The real lesson: It sucks to get beat on a wet, cold weekend at home. And Gwynn may well be the second most exasperating player I’ve seen (he’s got a long way to go to catch Ruben Rivera).
On the bright side, the Padres managed to avoid getting swept, thanks to an unexpected late-inning offensive burst on Sunday. I missed all but the very end of this one but did note two encouraging items.
With nobody on and one out in the eighth, Hundley fell behind, 0-2, to right-hander Lance Cormier before drawing a nine-pitch walk. Later that same inning, with two out, Maybin drove a 3-2 pitch to deep right-center field for a triple.
If Hundley continues to exhibit that kind of patience and Maybin keeps using the entire field (recall that his game-tying homer against Cardinals closer Ryan Franklin on Opening Day came to straightaway center), positive outcomes will follow. Here’s hoping…
* * *
- Release point notes (Hardball Times). Max Marchi has fun with PITCHf/x.
- Baseball program will continue at UC Berkeley (UC Berkeley). This is great news. [h/t Hardball Times]
- The Rookie Effect (Baseball Prospectus). I haven’t had a chance to digest this yet, but Brian Mills’ article looks potentially useful and interesting.
- Manny Ramirez’s Legacy, and the Fate of the Rays (FanGraphs). Ramirez, one of the greatest right-handed hitters in baseball history (I’ve got him at no. 6 or 7), has retired. Apparently it was either that or sit out 100 games due to a positive drug test. Remember when the Cleveland Indians developed an insane amount of talent in the early-’90s? Ramirez and Jim Thome are Hall of Famers, Albert Belle would have been if not for injury, and Kenny Lofton (originally a member of the Astros, but still) can make a reasonable case in a “90 percent as good as Tim Raines” kind of way. You know who was part of the trade that sent Lofton from Houston to Cleveland? Former Padres right-hander and current Fort Wayne TinCaps pitching coach Willie Blair.

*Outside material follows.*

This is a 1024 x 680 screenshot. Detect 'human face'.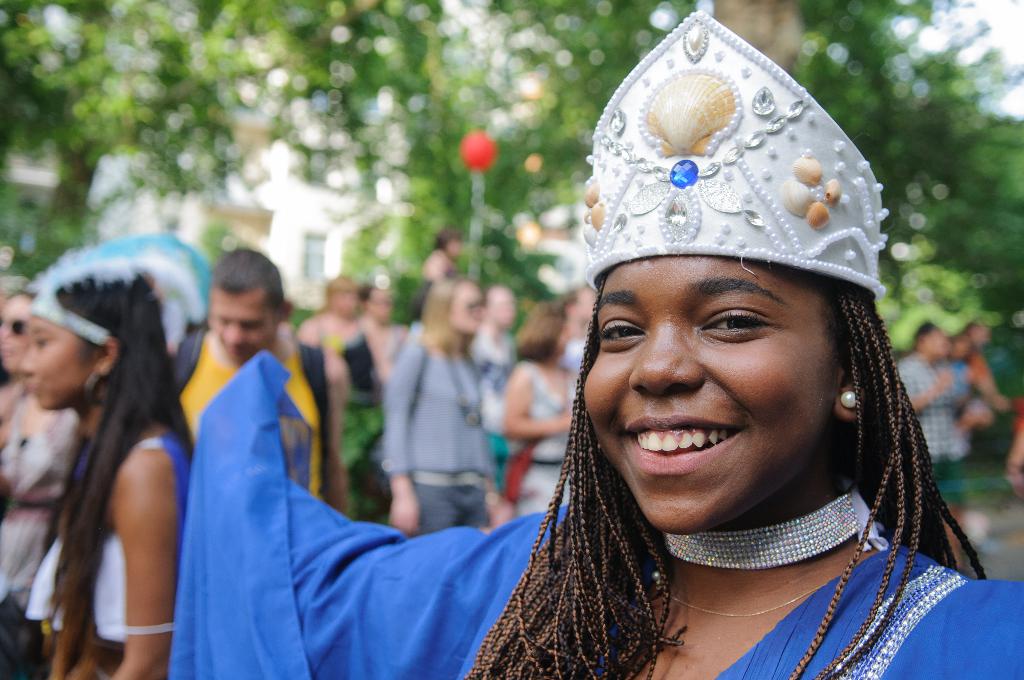
x1=17 y1=318 x2=95 y2=416.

- The Retirement of MannyBManny (SI.com). Speaking of Ramirez, Joe Posnanski offers his thoughts.
Meanwhile, down on the farm…
- Opening Day Madness (Baseball Prospectus). Kevin Goldstein notes Keyvius Sampson’s six perfect innings and Logan Forsythe’s two-homer, four-walk night.

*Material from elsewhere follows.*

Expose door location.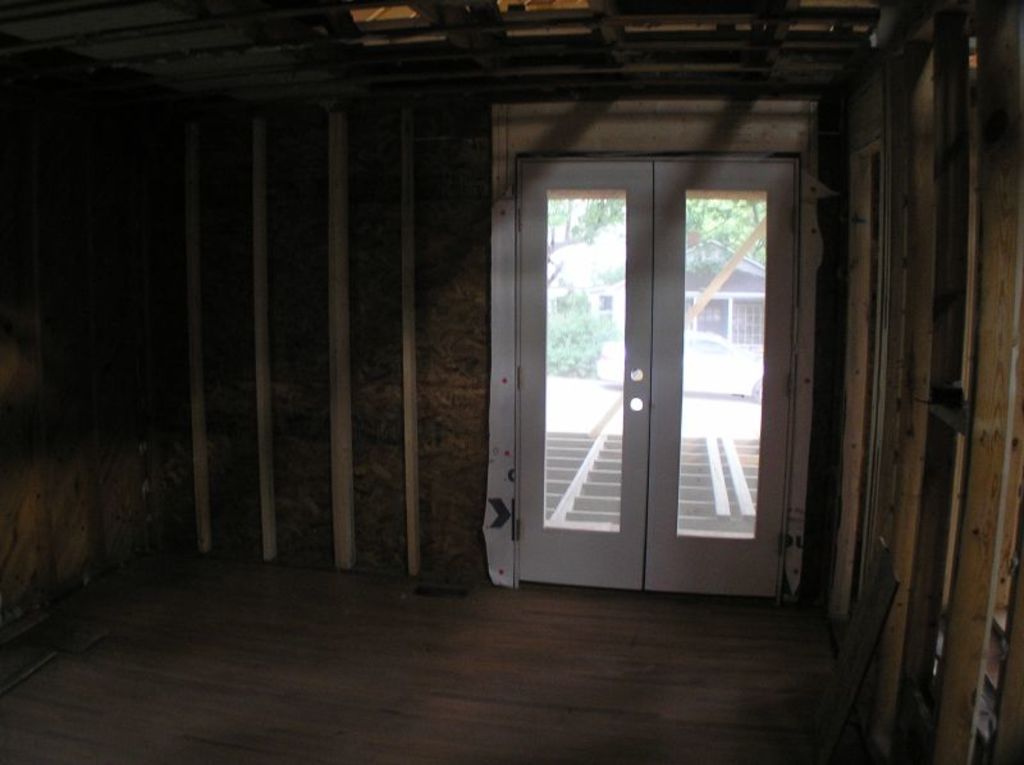
Exposed at select_region(495, 130, 805, 600).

- Sampson, 20, long on talent (Fort Wayne Journal Gazette). Speaking of Sampson, he blames last season’s triceps tendinitis on poor mechanics but says those issues are behind him: “This year, I’m looking at repeating my delivery and just go out there and stay consistent.”
- Improvement by-the-numbers (Fort Wayne Journal Gazette). Everett Williams worked out with Ryan Ludwick over the winter. Here’s to better things from both in 2011.
- Tate’s fate (Fort Wayne Journal Gazette). Sticking with the outfielder theme, Donavan Tate is hitting .400/.471/.533… If only the season lasted just four games…
- Dominican Castro trying to perfect his pitches and English (Arizona Daily Star). Simon Castro got torched (4 IP, 9 H, 9 R, 8 ER, 1 HR, 3 BB, 2 SO) in his season debut. Not sure about his English…
- Snapshot of … LHP Aaron Poreda (Arizona Daily Star). Poreda talks about his struggles. I hope he can get his “mojo” back but I’m not holding my breath.
- Closer takes long road to Tucson (Arizona Daily Star). I like Evan Scribner, whom the Padres acquired in a trade for Tony Clark back in 2008 (thank you, Kevin Towers).